Backpack TopherHack

By TopherHack

A Petrifying Day

A highly productive day today joy wise - I've never seen so much interesting stuff in so short a space of time.

First up was the spectacle of the widest tree in the world.
At two thousand years old and forty two metres high, the impressive cypress is neither the oldest or the tallest. It's trunk however is a massive eleven metres in diameter, and it's said you'd need forty people to wrap themselves hand-in-hand around it. Towering over the village church, the tree is now under threat due to local irrigation networks stealing it's natural water supply. A campaign is under way to get the tree UNESCO world heritage status, believed by many to be the only chance of saving it.

Soon we moved on to Teotitlan del Valle, a traditional weaving village famous for its innovative natural dyes. One dye was even made from insects that live on cactus leaves, ground up to make a scarlet red. When other natural ingredients were added it then turned orange, then to a deep purple - even the ph on the hands of the person mixing the dye affected the shade of colour.
The rugs they made were truly things of beauty, but when further enquiries revealed they were five hundred dollars a pop, that was the end of that.

Next up was Mitla. An ancient Zapotec city once ruled by priests believed to have performed gut-wrenching human sacrifices.
The main buildings was made using thousands of small stone blocks with no cement or mortar. Amazingly though, it's remained intact for eight hundred years, despite being slap bang in the middle of one of the most earthquake prone parts of the planet - it's mathematical stone structure ranking it truly earthquake proof.

Then we headed to Hierve El Agua, seen in the picture above, where bubbling mineral springs run into pools and locals gather to bathe - all eighteen hundred feet up in the mountains. The mineral rich water has been trickling down the mountain for millenia, resulting in 'petrified' waterfalls that look like they were instantantly turned into stone.

To round off the day we stopped at a mezcal distillery, sampling a seventy percent proof concoction made from the algave plant, as well as some tasty flavoured offereing ranging from mango and peppermint to coffe and caramel.


By now I should be sound asleep, and to say I'm exhausted is an understatement.
But I wanted to get all this down, so my tiny mind can get some help looking back on it, many moons from now.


◆ **What you are asked to do**
How many lines in the listing below contain the string "right"? Say only the number.

◆ **Data to use**
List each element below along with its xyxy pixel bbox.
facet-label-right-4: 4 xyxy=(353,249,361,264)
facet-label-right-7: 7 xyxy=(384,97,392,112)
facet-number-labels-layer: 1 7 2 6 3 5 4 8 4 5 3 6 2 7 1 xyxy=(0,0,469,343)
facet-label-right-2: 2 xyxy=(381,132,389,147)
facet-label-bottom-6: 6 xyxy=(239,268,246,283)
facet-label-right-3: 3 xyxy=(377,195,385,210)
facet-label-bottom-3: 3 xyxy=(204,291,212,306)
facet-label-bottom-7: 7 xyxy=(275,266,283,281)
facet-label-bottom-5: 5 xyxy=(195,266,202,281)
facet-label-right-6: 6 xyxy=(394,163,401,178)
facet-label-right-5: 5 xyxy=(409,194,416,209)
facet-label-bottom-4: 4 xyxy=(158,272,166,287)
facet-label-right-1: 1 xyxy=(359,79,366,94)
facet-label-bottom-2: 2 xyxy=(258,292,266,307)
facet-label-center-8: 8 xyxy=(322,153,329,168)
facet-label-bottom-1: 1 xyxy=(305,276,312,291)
--
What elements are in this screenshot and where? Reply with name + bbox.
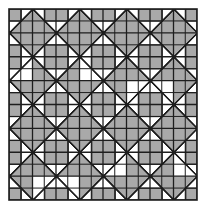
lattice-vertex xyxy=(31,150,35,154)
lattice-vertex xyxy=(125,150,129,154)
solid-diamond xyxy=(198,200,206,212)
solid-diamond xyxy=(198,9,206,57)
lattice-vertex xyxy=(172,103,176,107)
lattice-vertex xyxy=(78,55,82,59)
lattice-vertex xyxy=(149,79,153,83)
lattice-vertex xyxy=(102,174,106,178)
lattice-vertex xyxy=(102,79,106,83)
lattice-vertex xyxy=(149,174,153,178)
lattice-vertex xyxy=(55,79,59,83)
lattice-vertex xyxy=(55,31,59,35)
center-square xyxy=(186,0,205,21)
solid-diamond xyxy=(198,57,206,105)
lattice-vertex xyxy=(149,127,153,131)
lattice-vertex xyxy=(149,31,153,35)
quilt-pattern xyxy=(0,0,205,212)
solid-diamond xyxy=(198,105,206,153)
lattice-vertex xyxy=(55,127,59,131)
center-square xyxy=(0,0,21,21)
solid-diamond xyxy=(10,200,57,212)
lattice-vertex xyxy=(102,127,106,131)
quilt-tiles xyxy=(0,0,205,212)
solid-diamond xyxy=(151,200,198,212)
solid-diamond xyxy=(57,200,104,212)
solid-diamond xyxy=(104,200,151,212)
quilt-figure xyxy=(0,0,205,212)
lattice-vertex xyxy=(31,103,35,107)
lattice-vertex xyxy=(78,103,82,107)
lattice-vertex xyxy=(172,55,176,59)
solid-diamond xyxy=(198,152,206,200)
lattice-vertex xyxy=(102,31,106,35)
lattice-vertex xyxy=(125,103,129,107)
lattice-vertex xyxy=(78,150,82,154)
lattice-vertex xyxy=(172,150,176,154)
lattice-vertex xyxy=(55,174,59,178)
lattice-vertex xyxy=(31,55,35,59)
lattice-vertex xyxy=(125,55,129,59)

◆ **The completed task**
7